Knock at the Cabin Summons a Half-Baked Apocalypse

M. Night Shyamalan’s latest low-budget horror movie, Knock at the Cabin, is so overstuffed with exposition that even the end of the world is a letdown.

Still from Knock at the Cabin. (Universal Pictures)


There’s another M. Night Shyamalan horror movie out, an unpleasant little effort called Knock at the Cabin. It’s another one of his low-budget, self-financed films that he’s been making since 2015, including The Visit (2015), Split (2016), Glass (2019), and Old (2021). And though I liked aspects of The Visit, his new movies just make me wonder how he ever pulled off his big career-making hit The Sixth Sense (1999) all those years ago.

Shyamalan says he makes low-budget films now because that way he can keep total creative control. It seems Shyamalan learned nothing from the notoriously awful Lady in the Water (2006), during which he would brook no interference and had his own way in everything and created a monstrously unwatchable mess with no one to blame but himself.
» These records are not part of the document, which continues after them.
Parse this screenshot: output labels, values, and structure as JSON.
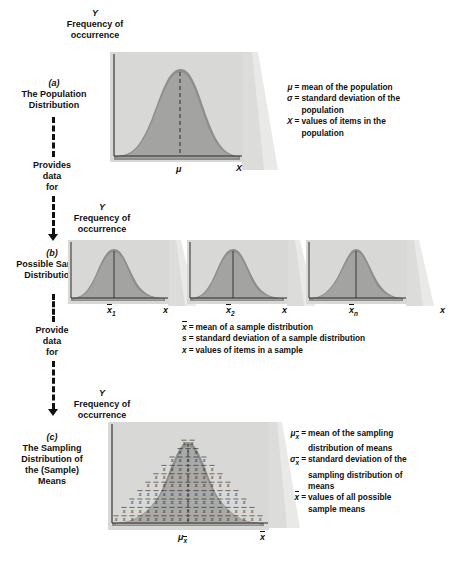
{
  "figure": {
    "background": "#ffffff",
    "panel_fill": "#d8d8d6",
    "curve_band": "#8e8e8c",
    "curve_fill": "#a6a6a4"
  },
  "axis_label": {
    "y_symbol": "Y",
    "y_line1": "Frequency of",
    "y_line2": "occurrence"
  },
  "flow": {
    "step1_line1": "Provides",
    "step1_line2": "data",
    "step1_line3": "for",
    "step2_line1": "Provide",
    "step2_line2": "data",
    "step2_line3": "for"
  },
  "panels": [
    {
      "id": "a",
      "tag": "(a)",
      "caption_lines": [
        "The Population",
        "Distribution"
      ],
      "x_axis_label": "X",
      "center_tick": "μ",
      "curve_type": "right-skewed",
      "center_line_style": "dashed",
      "legend": [
        {
          "symbol": "μ",
          "desc_lines": [
            "mean of the population"
          ]
        },
        {
          "symbol": "σ",
          "desc_lines": [
            "standard deviation of the",
            "population"
          ]
        },
        {
          "symbol": "X",
          "desc_lines": [
            "values of items in the",
            "population"
          ]
        }
      ]
    },
    {
      "id": "b",
      "tag": "(b)",
      "caption_lines": [
        "Possible Sample",
        "Distributions"
      ],
      "x_axis_label": "x",
      "curve_type": "right-skewed",
      "center_line_style": "solid",
      "subcharts": [
        {
          "center_tick": "x",
          "center_sub": "1"
        },
        {
          "center_tick": "x",
          "center_sub": "2"
        },
        {
          "center_tick": "x",
          "center_sub": "n"
        }
      ],
      "legend": [
        {
          "symbol": "x",
          "overline": true,
          "desc_lines": [
            "mean of a sample distribution"
          ]
        },
        {
          "symbol": "s",
          "overline": false,
          "desc_lines": [
            "standard deviation of a sample distribution"
          ]
        },
        {
          "symbol": "x",
          "overline": false,
          "desc_lines": [
            "values of items in a sample"
          ]
        }
      ]
    },
    {
      "id": "c",
      "tag": "(c)",
      "caption_lines": [
        "The Sampling",
        "Distribution of",
        "the (Sample)",
        "Means"
      ],
      "x_axis_label": "x",
      "center_tick": "μ",
      "center_tick_sub": "x",
      "curve_type": "symmetric-normal",
      "fill_marker": "x",
      "marker_rows": [
        19,
        17,
        15,
        13,
        11,
        9,
        7,
        5,
        3,
        2
      ],
      "legend": [
        {
          "symbol": "μ",
          "sub": "x",
          "desc_lines": [
            "mean of the sampling",
            "distribution of means"
          ]
        },
        {
          "symbol": "σ",
          "sub": "x",
          "desc_lines": [
            "standard deviation of the",
            "sampling distribution of",
            "means"
          ]
        },
        {
          "symbol": "x",
          "overline": true,
          "desc_lines": [
            "values of all possible",
            "sample means"
          ]
        }
      ]
    }
  ]
}
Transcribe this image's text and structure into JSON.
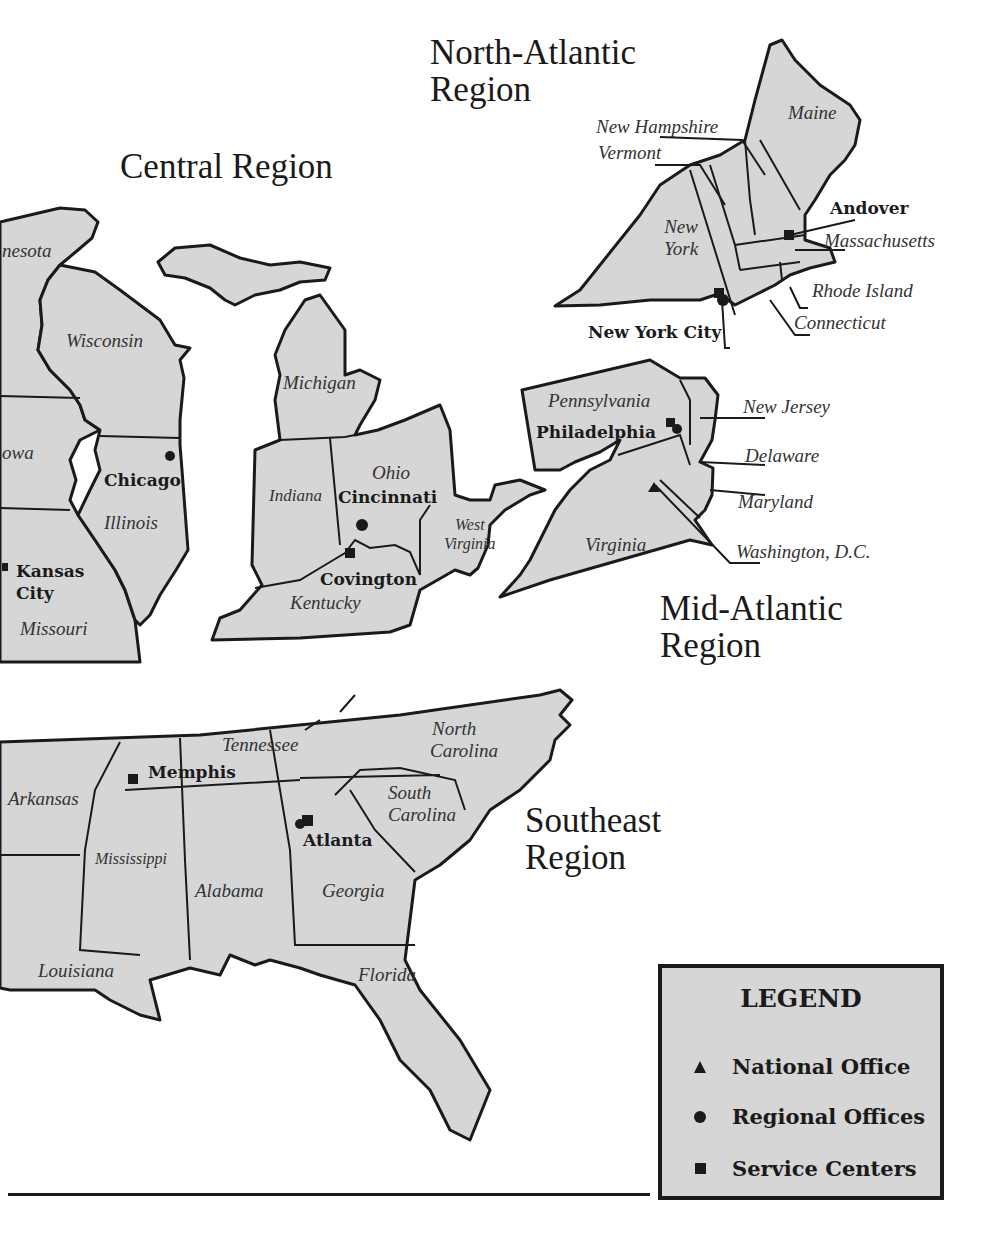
{
  "regions": {
    "central": "Central Region",
    "north_atlantic_line1": "North-Atlantic",
    "north_atlantic_line2": "Region",
    "mid_atlantic_line1": "Mid-Atlantic",
    "mid_atlantic_line2": "Region",
    "southeast_line1": "Southeast",
    "southeast_line2": "Region"
  },
  "states": {
    "minnesota": "nesota",
    "wisconsin": "Wisconsin",
    "iowa": "owa",
    "illinois": "Illinois",
    "missouri": "Missouri",
    "michigan": "Michigan",
    "indiana": "Indiana",
    "ohio": "Ohio",
    "west_virginia_1": "West",
    "west_virginia_2": "Virginia",
    "kentucky": "Kentucky",
    "new_hampshire": "New Hampshire",
    "vermont": "Vermont",
    "maine": "Maine",
    "new_york_1": "New",
    "new_york_2": "York",
    "massachusetts": "Massachusetts",
    "rhode_island": "Rhode Island",
    "connecticut": "Connecticut",
    "pennsylvania": "Pennsylvania",
    "new_jersey": "New Jersey",
    "delaware": "Delaware",
    "maryland": "Maryland",
    "virginia": "Virginia",
    "washington_dc": "Washington, D.C.",
    "arkansas": "Arkansas",
    "tennessee": "Tennessee",
    "north_carolina_1": "North",
    "north_carolina_2": "Carolina",
    "south_carolina_1": "South",
    "south_carolina_2": "Carolina",
    "mississippi": "Mississippi",
    "alabama": "Alabama",
    "georgia": "Georgia",
    "louisiana": "Louisiana",
    "florida": "Florida"
  },
  "cities": {
    "chicago": "Chicago",
    "kansas_city_1": "Kansas",
    "kansas_city_2": "City",
    "cincinnati": "Cincinnati",
    "covington": "Covington",
    "andover": "Andover",
    "new_york_city": "New York City",
    "philadelphia": "Philadelphia",
    "memphis": "Memphis",
    "atlanta": "Atlanta"
  },
  "legend": {
    "title": "LEGEND",
    "items": [
      {
        "symbol": "triangle",
        "label": "National Office"
      },
      {
        "symbol": "circle",
        "label": "Regional Offices"
      },
      {
        "symbol": "square",
        "label": "Service Centers"
      }
    ]
  },
  "colors": {
    "land": "#d6d6d6",
    "ink": "#1a1a1a",
    "background": "#ffffff"
  }
}
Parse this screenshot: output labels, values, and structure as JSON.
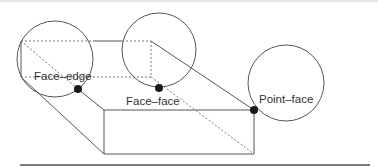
{
  "diagram": {
    "title": "",
    "colors": {
      "line": "#555555",
      "dotted": "#777777",
      "contact_point": "#1a1a1a",
      "circle": "#555555",
      "text": "#333333"
    },
    "labels": {
      "face_edge": "Face–edge",
      "face_face": "Face–face",
      "point_face": "Point–face"
    },
    "contacts": [
      {
        "type": "face_edge",
        "label": "Face–edge",
        "circle_center": [
          55,
          59
        ],
        "radius": 38,
        "point": [
          78,
          89
        ]
      },
      {
        "type": "face_face",
        "label": "Face–face",
        "circle_center": [
          159,
          50
        ],
        "radius": 37,
        "point": [
          159,
          88
        ]
      },
      {
        "type": "point_face",
        "label": "Point–face",
        "circle_center": [
          286,
          83
        ],
        "radius": 38,
        "point": [
          254,
          110
        ]
      }
    ]
  }
}
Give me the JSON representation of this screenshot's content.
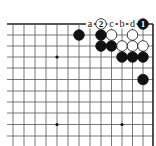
{
  "diagram": {
    "type": "go-board-partial",
    "corner": "top-right",
    "grid": {
      "cols_x": [
        13,
        24,
        35,
        46,
        57,
        68,
        79,
        90,
        101,
        111.5,
        122,
        132.5,
        143,
        153
      ],
      "rows_y": [
        24,
        35,
        46,
        57,
        68,
        79.5,
        91,
        102,
        113,
        124.5,
        136
      ],
      "left_extend_to": 7,
      "bottom_extend_to": 146,
      "line_color": "#555555",
      "edge_color": "#222222"
    },
    "star_points": [
      {
        "col": 4,
        "row": 3
      },
      {
        "col": 4,
        "row": 9
      },
      {
        "col": 10,
        "row": 9
      }
    ],
    "stones": [
      {
        "color": "black",
        "col": 6,
        "row": 1
      },
      {
        "color": "black",
        "col": 8,
        "row": 1
      },
      {
        "color": "white",
        "col": 9,
        "row": 1
      },
      {
        "color": "white",
        "col": 11,
        "row": 1
      },
      {
        "color": "black",
        "col": 8,
        "row": 2
      },
      {
        "color": "black",
        "col": 9,
        "row": 2
      },
      {
        "color": "white",
        "col": 10,
        "row": 2
      },
      {
        "color": "white",
        "col": 11,
        "row": 2
      },
      {
        "color": "white",
        "col": 12,
        "row": 2
      },
      {
        "color": "black",
        "col": 10,
        "row": 3
      },
      {
        "color": "black",
        "col": 11,
        "row": 3
      },
      {
        "color": "black",
        "col": 12,
        "row": 3
      },
      {
        "color": "black",
        "col": 12,
        "row": 5
      }
    ],
    "numbered_stones": [
      {
        "color": "black",
        "col": 12,
        "row": 0,
        "label": "1"
      },
      {
        "color": "white",
        "col": 8,
        "row": 0,
        "label": "2"
      }
    ],
    "letter_marks": [
      {
        "col": 7,
        "row": 0,
        "label": "a"
      },
      {
        "col": 9,
        "row": 0,
        "label": "c"
      },
      {
        "col": 10,
        "row": 0,
        "label": "b"
      },
      {
        "col": 11,
        "row": 0,
        "label": "d"
      }
    ],
    "colors": {
      "black_stone": "#111111",
      "white_stone": "#ffffff",
      "stone_outline": "#111111",
      "background": "#ffffff"
    }
  }
}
Knock at the Cabin isn’t that bad, but it’s half-baked and awkward and unconvincing in a way that proves, if it really needed proving, that not everyone can be an auteur just because they consider themselves auteurs. Take the title, for starters. It’s not good. I can never remember it and keep automatically trying to fix it by calling it Knock on the Cabin Door, which still isn’t good, but at least it doesn’t sound like a strangely unfinished title, as if the person writing it had been shot before finishing.